On Tuesday, approximately 25 students and faculty members gathered in Pomona College’s Crookshank Hall for a teach-in and Q&A entitled “Palestine as a Reproductive Justice Issue.” The event was led by Heart to Grow Reproductive Justice Coordinator Anahita Farishta PO ’23 and Director of Movement Building Sahar Pirzada.
Assistant Professor of Asian American Studies M. Bilal Nasir, who helped coordinate the event, introduced the two speakers as staff members at Heart to Grow, a nonprofit seeking to secure reproductive justice for Muslims.
Farishta and Pirzada described reproductive justice as protecting four pillars: the right to have children, the right to not have children, the right to raise children in a safe and healthy environment and the right to bodily autonomy.
“We really resonated with the framework of reproductive justice versus just reproductive rights or reproductive health because it approaches things from a systems level,” Pirzada said.
The teach-in covered what the speakers described as the media’s skewed coverage of Israel and Palestine coverage. It also covered “pinkwashing”— a state’s appeal to LGBTQ+ rights to appear progressive and to divert negative attention from itself.
“When imperialism and colonization are present, there is reproductive injustice,” Pirzada said. “If we want to uplift the Palestinian feminist collective’s cause, we need to view this as a reproductive genocide.”
Pirzada and Farishta then introduced a report displaying various reproductive injustices committed in Gaza. The report states that over 710 babies have been killed, 35,000 children have lost at least one parent and 902 families have been erased from Gaza’s civil registry as of Aug. 2024, among other statistics.
The speakers then pointed to Israel’s bombing of Gaza’s largest fertility clinic in April 2024. They also highlighted the lack of access to adequate maternal healthcare for 60,000 women in Gaza, citing it as evidence of reproductive genocide.

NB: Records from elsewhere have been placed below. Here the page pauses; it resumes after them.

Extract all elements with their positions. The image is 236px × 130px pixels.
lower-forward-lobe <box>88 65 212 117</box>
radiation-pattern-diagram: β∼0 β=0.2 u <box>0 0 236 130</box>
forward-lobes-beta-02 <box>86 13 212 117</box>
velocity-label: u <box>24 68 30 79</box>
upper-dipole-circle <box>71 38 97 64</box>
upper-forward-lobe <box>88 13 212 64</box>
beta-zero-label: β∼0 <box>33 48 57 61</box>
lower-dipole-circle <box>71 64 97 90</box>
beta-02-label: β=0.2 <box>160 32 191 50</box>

In saying this, they referenced the Convention on the Prevention and Punishment of the Crime of Genocide, which was adopted in 1948 by the United Nations and which cites that “imposing measures intended to prevent births within the group” is an act of genocide.
Pirzada began drawing connections to the recent Southern California wildfires, which left tens of thousands of people displaced.

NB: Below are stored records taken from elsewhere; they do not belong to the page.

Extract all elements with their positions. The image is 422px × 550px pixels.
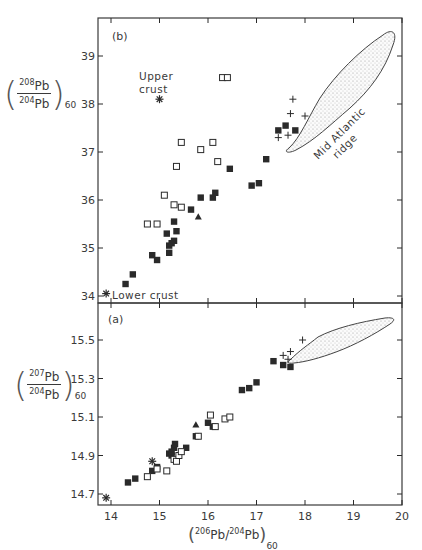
- filled-square-point: [164, 230, 170, 236]
- filled-square-point: [292, 127, 298, 133]
- filled-square-point: [122, 281, 128, 287]
- filled-square-point: [125, 479, 131, 485]
- open-square-point: [154, 221, 160, 227]
- filled-square-point: [287, 364, 293, 370]
- filled-square-point: [227, 166, 233, 172]
- filled-square-point: [280, 362, 286, 368]
- filled-square-point: [270, 358, 276, 364]
- y-tick-label: 34: [81, 290, 95, 303]
- filled-square-point: [282, 122, 288, 128]
- filled-square-point: [253, 379, 259, 385]
- filled-square-point: [173, 228, 179, 234]
- filled-square-point: [171, 238, 177, 244]
- mid-atlantic-ridge-field-a: [288, 318, 394, 363]
- open-square-point: [227, 414, 233, 420]
- upper-crust-label: Upper: [139, 70, 173, 82]
- filled-square-point: [212, 190, 218, 196]
- open-square-point: [198, 147, 204, 153]
- y-axis-label-a: (207Pb204Pb)60: [14, 367, 86, 402]
- x-tick-label: 20: [395, 510, 409, 523]
- lower-crust-label: Lower crust: [112, 289, 179, 301]
- y-tick-label: 14.9: [71, 450, 96, 463]
- filled-square-point: [246, 385, 252, 391]
- open-square-point: [144, 221, 150, 227]
- x-axis-label: (206Pb/204Pb)60: [188, 524, 278, 550]
- y-tick-label: 36: [81, 194, 95, 207]
- filled-square-point: [256, 180, 262, 186]
- open-square-point: [178, 449, 184, 455]
- open-square-point: [195, 433, 201, 439]
- filled-square-point: [132, 475, 138, 481]
- open-square-point: [161, 192, 167, 198]
- open-square-point: [173, 458, 179, 464]
- y-tick-label: 15.1: [71, 411, 96, 424]
- open-square-point: [171, 202, 177, 208]
- filled-square-point: [275, 127, 281, 133]
- x-tick-label: 17: [250, 510, 264, 523]
- y-tick-label: 38: [81, 98, 95, 111]
- filled-square-point: [188, 206, 194, 212]
- open-square-point: [210, 139, 216, 145]
- filled-square-point: [248, 182, 254, 188]
- filled-square-point: [130, 271, 136, 277]
- x-tick-label: 15: [153, 510, 167, 523]
- triangle-point: [192, 421, 199, 427]
- triangle-point: [195, 213, 202, 219]
- open-square-point: [212, 424, 218, 430]
- y-tick-label: 37: [81, 146, 95, 159]
- open-square-point: [173, 163, 179, 169]
- filled-square-point: [239, 387, 245, 393]
- y-axis-label-b: (208Pb204Pb)60: [4, 76, 76, 111]
- open-square-point: [178, 139, 184, 145]
- open-square-point: [224, 75, 230, 81]
- open-square-point: [207, 412, 213, 418]
- y-tick-label: 15.5: [71, 334, 96, 347]
- open-square-point: [164, 468, 170, 474]
- y-tick-label: 35: [81, 242, 95, 255]
- panel-a-label: (a): [108, 313, 123, 326]
- x-tick-label: 16: [201, 510, 215, 523]
- open-square-point: [154, 466, 160, 472]
- y-tick-label: 39: [81, 50, 95, 63]
- x-tick-label: 14: [104, 510, 118, 523]
- filled-square-point: [154, 257, 160, 263]
- upper-crust-label-2: crust: [139, 83, 168, 95]
- x-tick-label: 18: [298, 510, 312, 523]
- panel-b-plot: 343536373839: [81, 18, 402, 303]
- y-tick-label: 14.7: [71, 488, 96, 501]
- filled-square-point: [172, 441, 178, 447]
- open-square-point: [215, 159, 221, 165]
- panel-b-label: (b): [112, 30, 128, 43]
- filled-square-point: [171, 218, 177, 224]
- filled-square-point: [263, 156, 269, 162]
- x-tick-label: 19: [347, 510, 361, 523]
- open-square-point: [144, 474, 150, 480]
- filled-square-point: [166, 250, 172, 256]
- filled-square-point: [198, 194, 204, 200]
- panel-a-plot: 1415161718192014.714.915.115.315.5: [71, 303, 410, 523]
- open-square-point: [178, 204, 184, 210]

“The way that the destruction has happened in places like Altadena and the Palisades, it’s like a warzone … the toxins in the air will be harmful for generations to come,” Pirzada said. “It’s just unfathomable that this is the daily life and the lived experience for so many children and families and individuals.”
Pirzada, a mother of two, described her gratitude for being able to evacuate her family to avoid the harmful effects of wildfire smoke.
“We’re getting an ounce – a glimpse – into what navigating that is like [in Gaza],” she said.
The speakers also discussed the punitive responses to student demonstrations across the U.S., highlighting the student protests and arrests at Pomona College in the past two semesters.
“We know how power operates, specifically when it comes to student activism,” Farishta said. “We have seen how [Pomona] has suspended students, cut off access to housing, education, food, health services.”
They concluded the event with a call to action, asking students to exercise community care and continue mobilizing against oppression.
“We know we can’t achieve reproductive justice without a free and liberated Palestine,” Farishta said.